§ PROMPT:
Once you find the line with "This screenshot has" in the listing below, please repeat it and every later line exactly, through the last one, without pictures.

§ DATA SUPPLIED:
-*-

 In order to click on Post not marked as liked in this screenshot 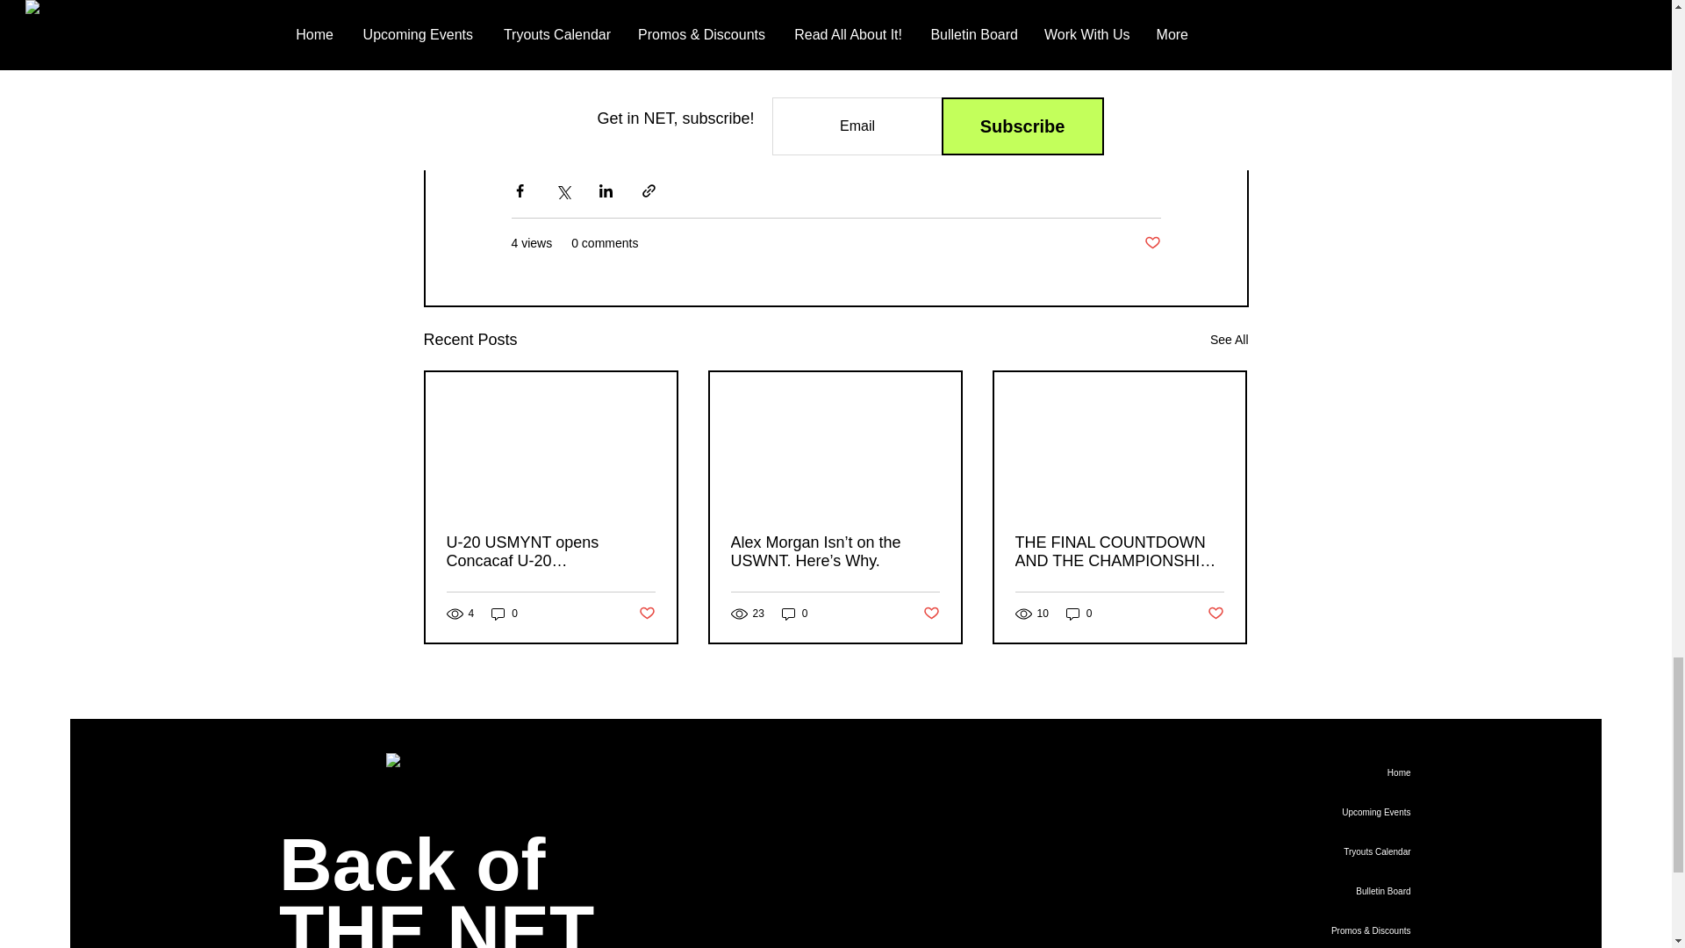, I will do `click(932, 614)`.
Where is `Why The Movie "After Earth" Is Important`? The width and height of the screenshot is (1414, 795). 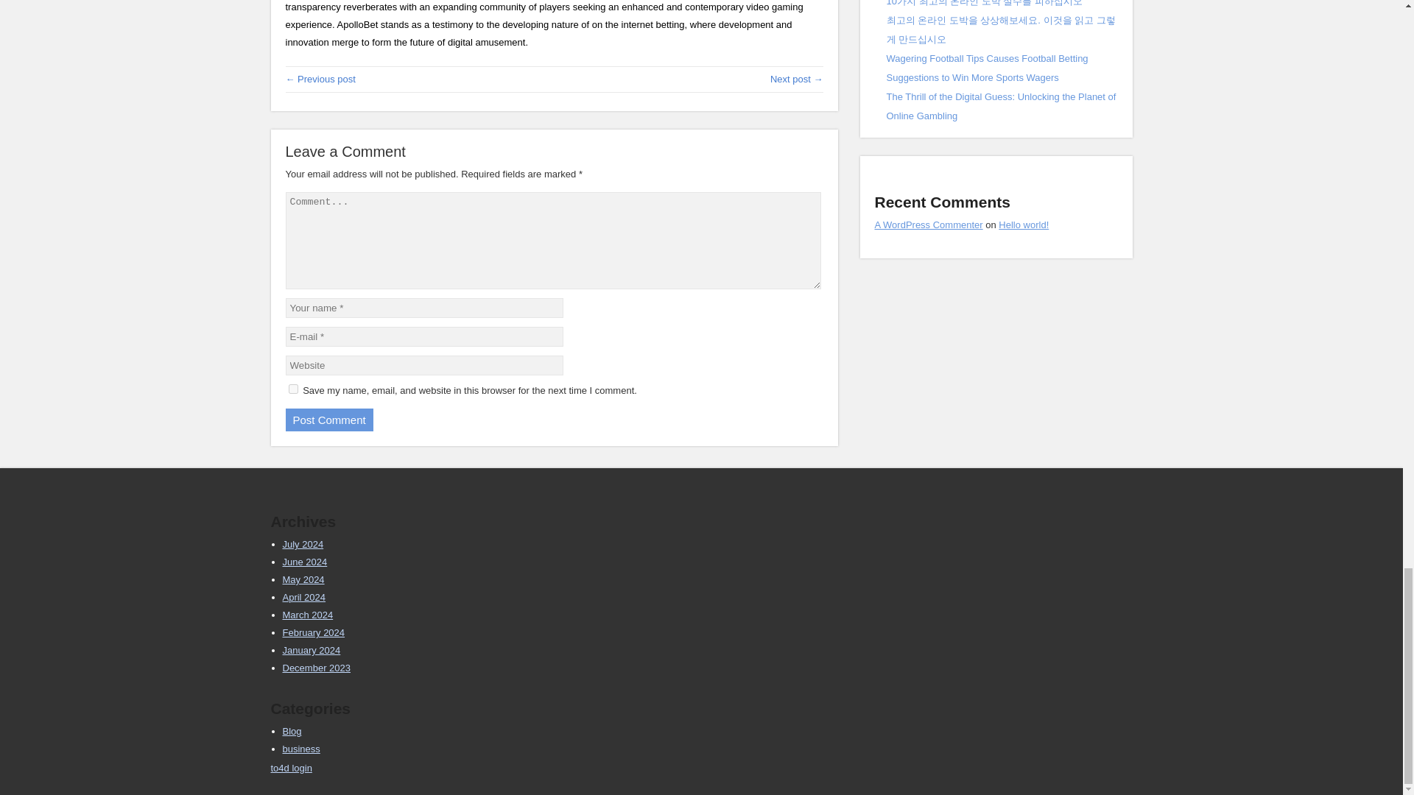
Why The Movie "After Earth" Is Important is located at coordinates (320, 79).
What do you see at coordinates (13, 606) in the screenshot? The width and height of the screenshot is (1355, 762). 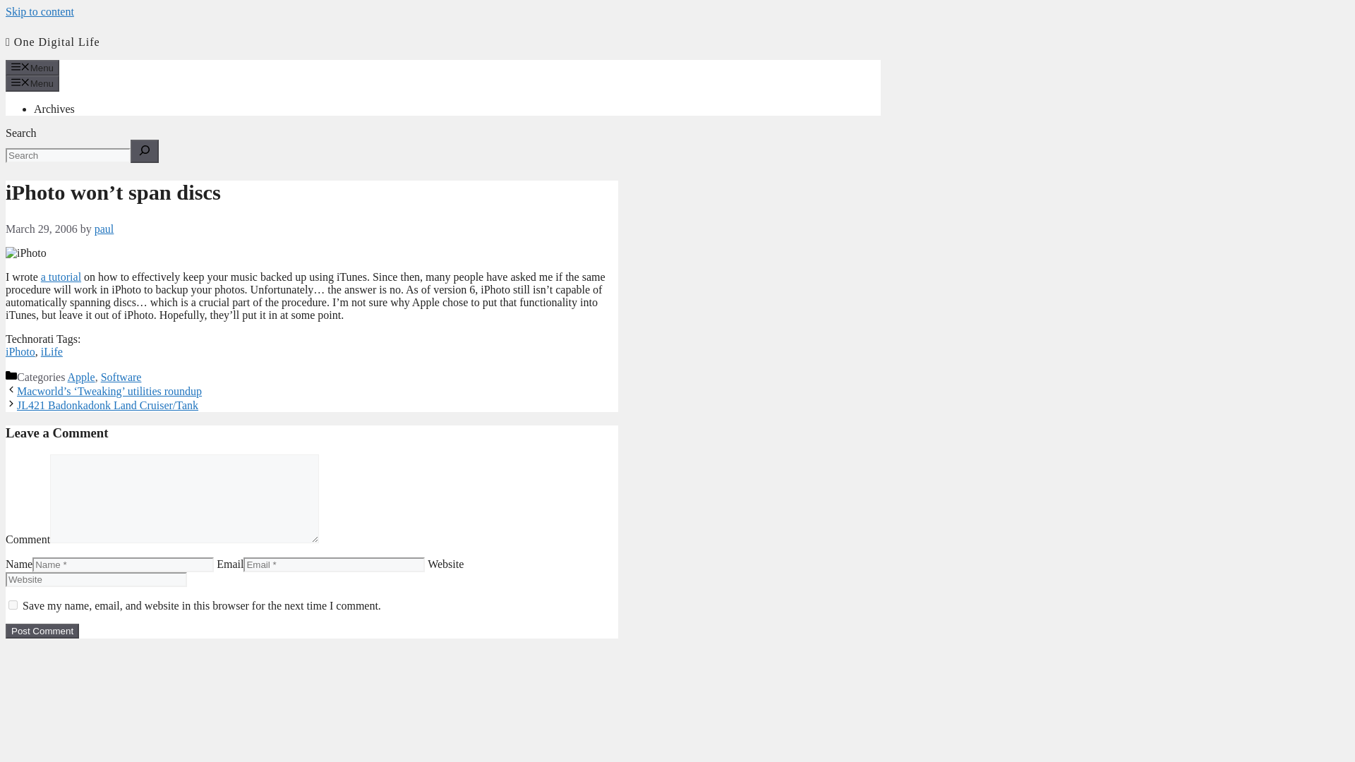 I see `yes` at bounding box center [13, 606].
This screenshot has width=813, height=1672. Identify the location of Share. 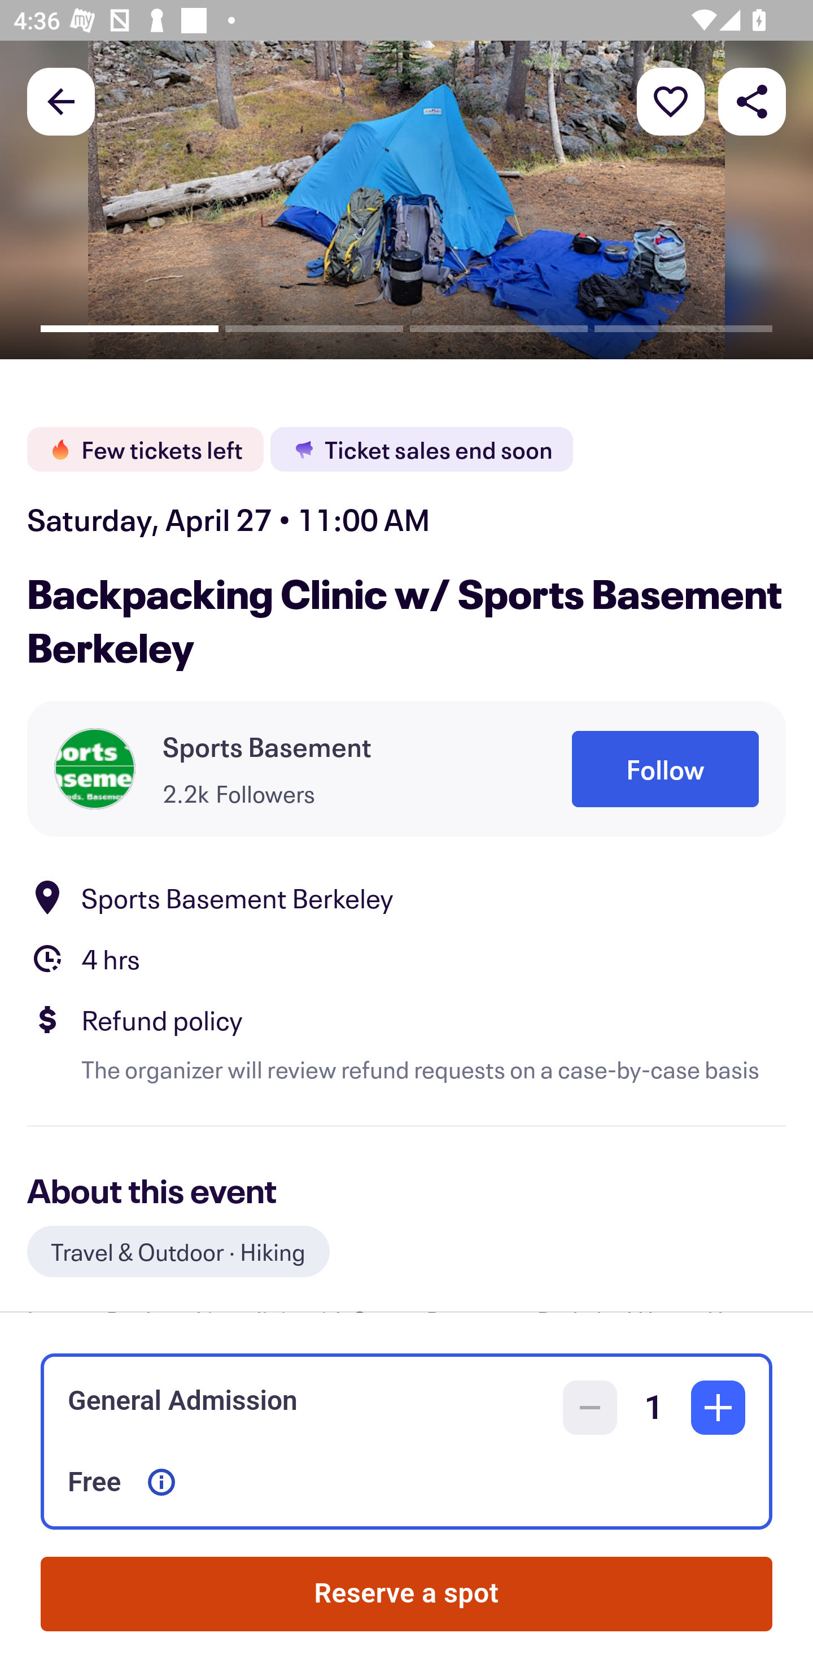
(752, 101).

-*-

§ TASK RESPONSE:
This screenshot has width=813, height=1672. Identify the location of Share. 
(752, 101).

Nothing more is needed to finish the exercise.